Transit Museum celebrates subway system’s 110th birthday
The Transit Museum in Downtown Brooklyn celebrated the 110th birthday of the New York City subway system on Saturday with music, food, kid-friendly workshops, a special cake and a ride on a vintage-1932 subway train.
The museum is located within the former Court Street station of the long-defunct Court Street Shuttle, on Schermerhorn Street between Court Street and Boerum Place. Guests enter through what was once one of that station’s entrances and walk down a flight of stairs past a “token booth” that’s now purely decorative.
The city’s first subway line, from 145th Street to City Hall in Manhattan, opened on Oct. 27, 1904. Parts of that original line have been incorporated into the “lettered-train” system. The subway reached Brooklyn in 1908, and new lines soon followed.
At the museum kids had fun drawing with crayons, putting together train layouts from a wooden kit and more. Meanwhile, musicians Lloyd H. Miller and Chris Johnson, of the children’s band the Deedle Deedle Dees, entertained the crowd. One song, “Brooklyn by Bike,” took a musical trip from Prospect Park to Coney Island. Another, “Nellie Bly,” informed the kids about different modes of transit. It mentioned airplanes, buses and minivans before it told them that the real Nellie Bly made her 1889 trip around the world by boat. A third song, “Battle of Brooklyn,” described the Revolutionary War battle that took place in and around Park Slope.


* _DIRECTIONS FOR THIS TASK_: Within the entries below, how many lines carry the word "Open"? State the number and stop.

THE INPUT section start

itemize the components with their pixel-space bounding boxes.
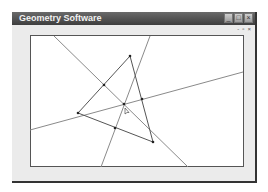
geometry-point[interactable] [77,112,80,115]
geometry-point[interactable] [114,127,117,130]
geometry-point[interactable] [129,55,132,58]
geometry-drawing[interactable] [0,0,268,192]
geometry-point[interactable] [141,98,144,101]
geometry-point[interactable] [103,84,106,87]
geometry-point[interactable] [152,141,155,144]
geometry-point[interactable] [123,103,126,106]
construction-line[interactable] [54,36,188,167]
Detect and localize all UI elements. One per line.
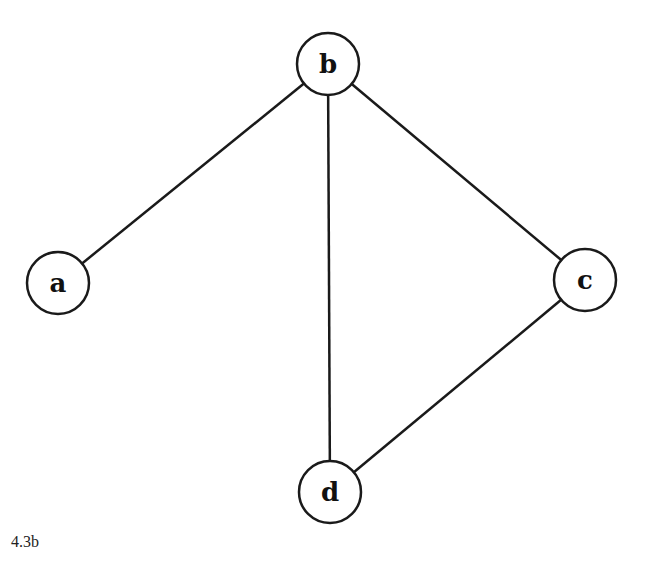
- node-b: b: [297, 33, 359, 95]
- edge-b-a: [82, 84, 304, 264]
- edges-group: [82, 84, 561, 473]
- node-c: c: [554, 249, 616, 311]
- node-label: a: [50, 268, 67, 298]
- graph-diagram: abcd: [0, 0, 647, 563]
- node-label: c: [577, 265, 593, 295]
- edge-c-d: [354, 300, 561, 472]
- nodes-group: abcd: [27, 33, 616, 523]
- edge-b-d: [328, 95, 330, 461]
- edge-b-c: [352, 84, 562, 260]
- figure-caption: 4.3b: [11, 533, 39, 551]
- node-label: b: [319, 49, 337, 79]
- node-a: a: [27, 252, 89, 314]
- node-d: d: [299, 461, 361, 523]
- node-label: d: [321, 477, 339, 507]
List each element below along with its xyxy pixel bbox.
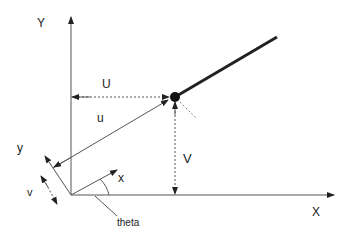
v-dimension-top xyxy=(41,176,48,187)
bold-segment xyxy=(175,37,277,97)
point-marker xyxy=(170,92,180,102)
local-y-axis xyxy=(45,156,71,195)
v-label: v xyxy=(27,186,33,198)
theta-leader xyxy=(95,196,117,216)
u-label: u xyxy=(97,111,104,125)
y-label: y xyxy=(17,141,23,155)
theta-arc xyxy=(100,179,109,195)
local-x-axis xyxy=(71,170,117,195)
u-vector-tail xyxy=(54,158,70,167)
dashed-tail xyxy=(180,102,196,118)
X-axis-label: X xyxy=(312,205,320,219)
u-vector xyxy=(53,100,168,168)
U-label: U xyxy=(102,77,111,91)
vector-diagram: Y X U V u y x v theta xyxy=(0,0,351,237)
x-label: x xyxy=(118,171,124,185)
Y-axis-label: Y xyxy=(37,16,45,30)
theta-label: theta xyxy=(117,217,140,228)
V-label: V xyxy=(183,151,192,166)
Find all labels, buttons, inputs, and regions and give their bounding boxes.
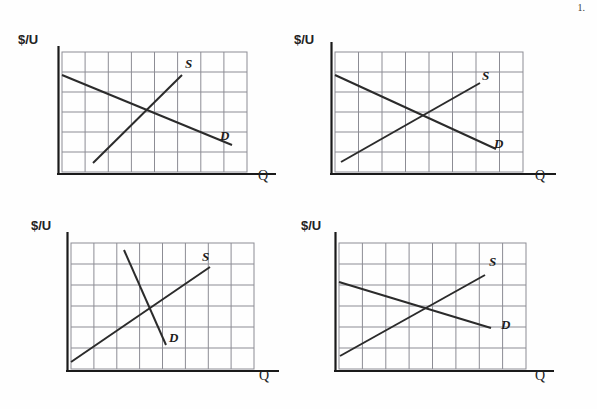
chart-svg-1	[14, 28, 289, 193]
demand-curve-1	[62, 75, 232, 145]
axes-4	[334, 232, 554, 372]
demand-curve-label-1: D	[220, 128, 229, 144]
worksheet-page: 1. $/U Q S D	[0, 0, 597, 409]
y-axis-label-1: $/U	[18, 32, 38, 47]
chart-svg-4	[292, 212, 572, 397]
demand-curve-label-3: D	[169, 330, 178, 346]
supply-curve-label-2: S	[482, 68, 489, 84]
supply-curve-label-3: S	[202, 249, 209, 265]
y-axis-label-4: $/U	[301, 218, 321, 233]
x-axis-label-3: Q	[259, 368, 269, 384]
supply-demand-chart-4: $/U Q S D	[292, 212, 572, 397]
grid-1	[62, 52, 247, 172]
supply-curve-label-4: S	[489, 254, 496, 270]
supply-curve-label-1: S	[185, 56, 192, 72]
demand-curve-label-4: D	[501, 317, 510, 333]
axes-2	[330, 42, 556, 175]
supply-curve-4	[340, 275, 485, 356]
supply-demand-chart-3: $/U Q S D	[14, 212, 294, 397]
x-axis-label-2: Q	[535, 168, 545, 184]
supply-curve-2	[341, 83, 480, 162]
grid-4	[339, 243, 526, 369]
chart-svg-3	[14, 212, 294, 397]
grid-3	[71, 243, 254, 369]
chart-svg-2	[290, 28, 575, 193]
supply-demand-chart-2: $/U Q S D	[290, 28, 575, 193]
y-axis-label-2: $/U	[294, 32, 314, 47]
x-axis-label-1: Q	[258, 168, 268, 184]
demand-curve-label-2: D	[494, 136, 503, 152]
axes-3	[66, 232, 279, 372]
supply-demand-chart-1: $/U Q S D	[14, 28, 289, 193]
x-axis-label-4: Q	[535, 368, 545, 384]
demand-curve-4	[339, 282, 491, 328]
y-axis-label-3: $/U	[31, 218, 51, 233]
header-faint-text	[14, 0, 264, 8]
question-number: 1.	[578, 2, 586, 13]
axes-1	[57, 46, 276, 175]
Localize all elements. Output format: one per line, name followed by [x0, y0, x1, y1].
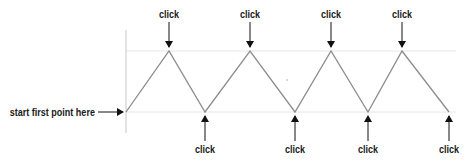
- start-point-label: start first point here: [10, 106, 95, 118]
- top-click-label-2: click: [234, 8, 267, 20]
- diagram-graphics: [0, 0, 471, 161]
- top-click-label-4: click: [386, 8, 419, 20]
- top-click-label-3: click: [315, 8, 348, 20]
- bottom-click-label-1: click: [189, 143, 222, 155]
- stray-dot: [286, 79, 288, 81]
- bottom-click-label-3: click: [352, 143, 385, 155]
- zigzag-line: [126, 51, 449, 112]
- top-click-label-1: click: [153, 8, 186, 20]
- bottom-click-label-4: click: [433, 143, 466, 155]
- zigzag-click-diagram: start first point here click click click…: [0, 0, 471, 161]
- bottom-click-label-2: click: [279, 143, 312, 155]
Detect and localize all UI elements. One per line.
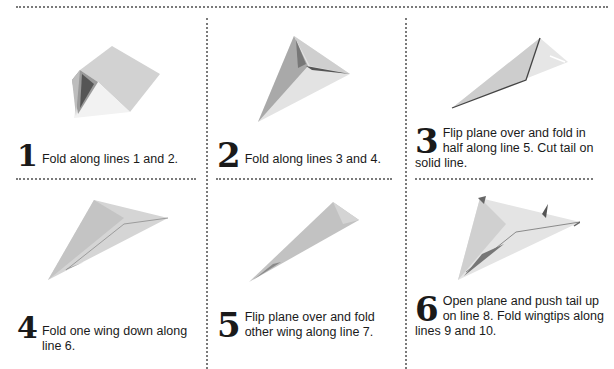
step-1-text: Fold along lines 1 and 2. xyxy=(42,152,178,166)
step-1: 1 Fold along lines 1 and 2. xyxy=(0,0,206,178)
step-3-number: 3 xyxy=(415,127,438,155)
paper-airplane-final-icon xyxy=(456,196,580,280)
step-4-number: 4 xyxy=(17,315,37,341)
step-6: 6 Open plane and push tail up on line 8.… xyxy=(406,180,614,369)
step-1-number: 1 xyxy=(17,143,37,169)
step-4: 4 Fold one wing down along line 6. xyxy=(0,180,206,369)
step-1-caption: 1 Fold along lines 1 and 2. xyxy=(17,142,202,169)
paper-fold-step-3-icon xyxy=(450,34,570,110)
step-2-text: Fold along lines 3 and 4. xyxy=(245,152,381,166)
paper-fold-step-2-icon xyxy=(252,34,352,126)
step-2-number: 2 xyxy=(217,141,240,169)
step-3-text: Flip plane over and fold in half along l… xyxy=(415,126,593,170)
step-6-number: 6 xyxy=(415,295,438,323)
step-5: 5 Flip plane over and fold other wing al… xyxy=(207,180,405,369)
step-6-text: Open plane and push tail up on line 8. F… xyxy=(415,294,604,338)
step-5-number: 5 xyxy=(217,311,240,339)
paper-fold-step-1-icon xyxy=(60,38,170,118)
step-6-caption: 6 Open plane and push tail up on line 8.… xyxy=(415,294,605,339)
step-5-text: Flip plane over and fold other wing alon… xyxy=(245,310,375,339)
paper-fold-step-5-icon xyxy=(247,200,359,282)
paper-fold-step-4-icon xyxy=(44,198,170,280)
step-5-caption: 5 Flip plane over and fold other wing al… xyxy=(217,310,405,340)
step-4-text: Fold one wing down along line 6. xyxy=(42,324,187,353)
step-3-caption: 3 Flip plane over and fold in half along… xyxy=(415,126,605,171)
step-2: 2 Fold along lines 3 and 4. xyxy=(207,0,405,178)
step-4-caption: 4 Fold one wing down along line 6. xyxy=(17,314,202,344)
step-3: 3 Flip plane over and fold in half along… xyxy=(406,0,614,178)
step-2-caption: 2 Fold along lines 3 and 4. xyxy=(217,140,402,169)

THE INPUT section end

* _RESPONSE BELOW_: 3